Two Ukrainian teenagers previously deported to Russia from the occupied part of Kherson Oblast returned to their families in Ukraine, Kherson Oblast Governor Oleksandr Prokudin reported on Jan. 25.
Since February 2022, nearly 20,000 Ukrainian children have been identified as abducted from Russian-occupied territories and sent to other Russian-controlled areas of Ukraine or to Russia itself, according to a Ukrainian national database. Ukraine has only been able to return about 400 children.
The teenagers returned on Jan. 25 are a 16-year-old boy and a 17-year-old girl from the village of Krynky on the east bank of the Dnipro River, held by Russia since the start of the full-scale invasion, according to Prokudin.
After Ukraine liberated Kherson and other regional settlements on the river’s west bank in November 2022, the teenagers were reportedly deported to Russia’s Krasnodar region.
“The efforts of many services resulted in returning the children to the Ukraine-controlled territory, to their families. Thanks to the organization Save Ukraine, which contributed to this,” the oblast governor said on Telegram.
Earlier the same day, the Parliamentary Assembly of the Council of Europe (PACE) adopted a resolution calling on European leaders to make all efforts to return Ukrainian children abducted by Russia home.
In March 2023, the International Criminal Court (ICC) issued arrest warrants for Russian President Vladimir Putin and Russian Children’s Rights Commissioner Maria Lvova-Belova for allegedly overseeing the forced deportations of Ukrainian children to Russia.
The ICC believes Putin “bears individual criminal responsibility” as the leader of Russia for the crimes committed against Ukrainian children.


In the entries below, find the lines that include "transcribing" and give their number as the whole reply.

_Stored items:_
◇ ◇ ◇
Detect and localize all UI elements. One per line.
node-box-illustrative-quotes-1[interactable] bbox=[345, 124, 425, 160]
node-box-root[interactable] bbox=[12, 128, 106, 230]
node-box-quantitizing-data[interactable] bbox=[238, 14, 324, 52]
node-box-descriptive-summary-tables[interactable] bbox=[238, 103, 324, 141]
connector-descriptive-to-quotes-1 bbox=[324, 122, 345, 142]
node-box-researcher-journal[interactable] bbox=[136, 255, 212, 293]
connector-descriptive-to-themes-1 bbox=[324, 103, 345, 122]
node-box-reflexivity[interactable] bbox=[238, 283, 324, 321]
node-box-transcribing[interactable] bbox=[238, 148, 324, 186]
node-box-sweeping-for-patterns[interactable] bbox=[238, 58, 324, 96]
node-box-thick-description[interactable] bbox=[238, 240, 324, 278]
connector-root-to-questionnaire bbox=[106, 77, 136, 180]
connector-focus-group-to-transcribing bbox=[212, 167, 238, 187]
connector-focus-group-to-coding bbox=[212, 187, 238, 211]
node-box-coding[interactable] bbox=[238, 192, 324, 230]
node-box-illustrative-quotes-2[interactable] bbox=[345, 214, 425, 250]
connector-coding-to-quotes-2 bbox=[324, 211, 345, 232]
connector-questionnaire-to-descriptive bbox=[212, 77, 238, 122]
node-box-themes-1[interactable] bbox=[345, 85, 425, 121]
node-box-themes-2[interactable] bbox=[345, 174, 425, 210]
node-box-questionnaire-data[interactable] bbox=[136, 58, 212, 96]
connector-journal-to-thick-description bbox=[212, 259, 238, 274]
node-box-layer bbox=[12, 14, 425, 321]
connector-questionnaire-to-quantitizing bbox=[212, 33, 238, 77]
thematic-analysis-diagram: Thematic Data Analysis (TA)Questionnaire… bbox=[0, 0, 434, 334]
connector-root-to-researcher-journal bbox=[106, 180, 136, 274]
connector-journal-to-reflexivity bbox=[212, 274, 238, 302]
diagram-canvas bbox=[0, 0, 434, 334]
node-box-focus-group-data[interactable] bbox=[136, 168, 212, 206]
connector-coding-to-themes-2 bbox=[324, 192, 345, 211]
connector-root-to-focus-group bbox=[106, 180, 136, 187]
◇ ◇ ◇
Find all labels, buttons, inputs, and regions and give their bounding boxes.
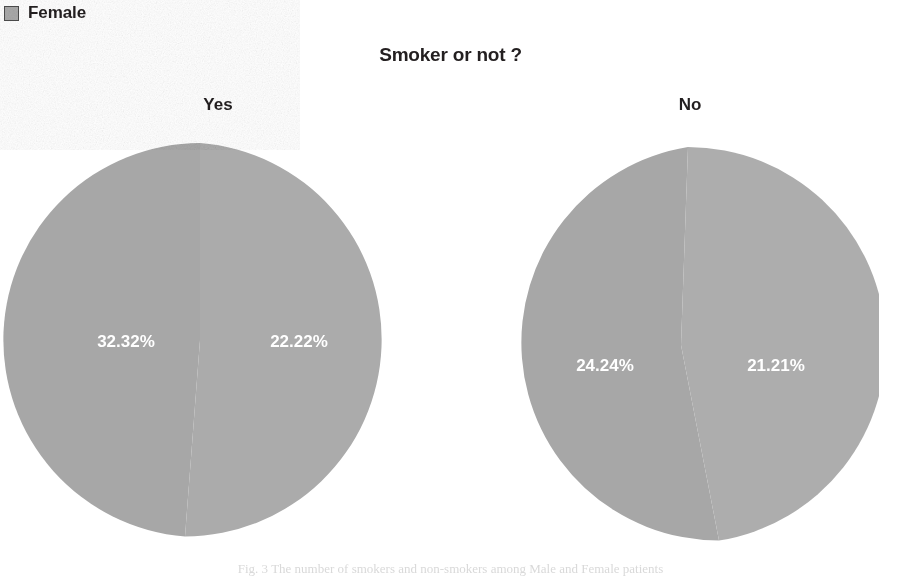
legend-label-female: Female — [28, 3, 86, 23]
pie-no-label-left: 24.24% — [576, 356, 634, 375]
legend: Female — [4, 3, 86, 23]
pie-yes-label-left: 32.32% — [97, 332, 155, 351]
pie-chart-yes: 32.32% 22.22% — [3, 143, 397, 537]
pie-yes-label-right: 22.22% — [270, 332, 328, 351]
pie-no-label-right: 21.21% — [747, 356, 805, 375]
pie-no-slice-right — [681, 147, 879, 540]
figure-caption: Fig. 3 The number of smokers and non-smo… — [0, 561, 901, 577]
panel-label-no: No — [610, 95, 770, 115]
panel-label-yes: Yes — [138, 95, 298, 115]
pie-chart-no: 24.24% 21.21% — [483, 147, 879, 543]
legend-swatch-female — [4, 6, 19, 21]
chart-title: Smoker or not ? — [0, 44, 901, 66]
◇ ◇ ◇
_Output for this exercise:_ 2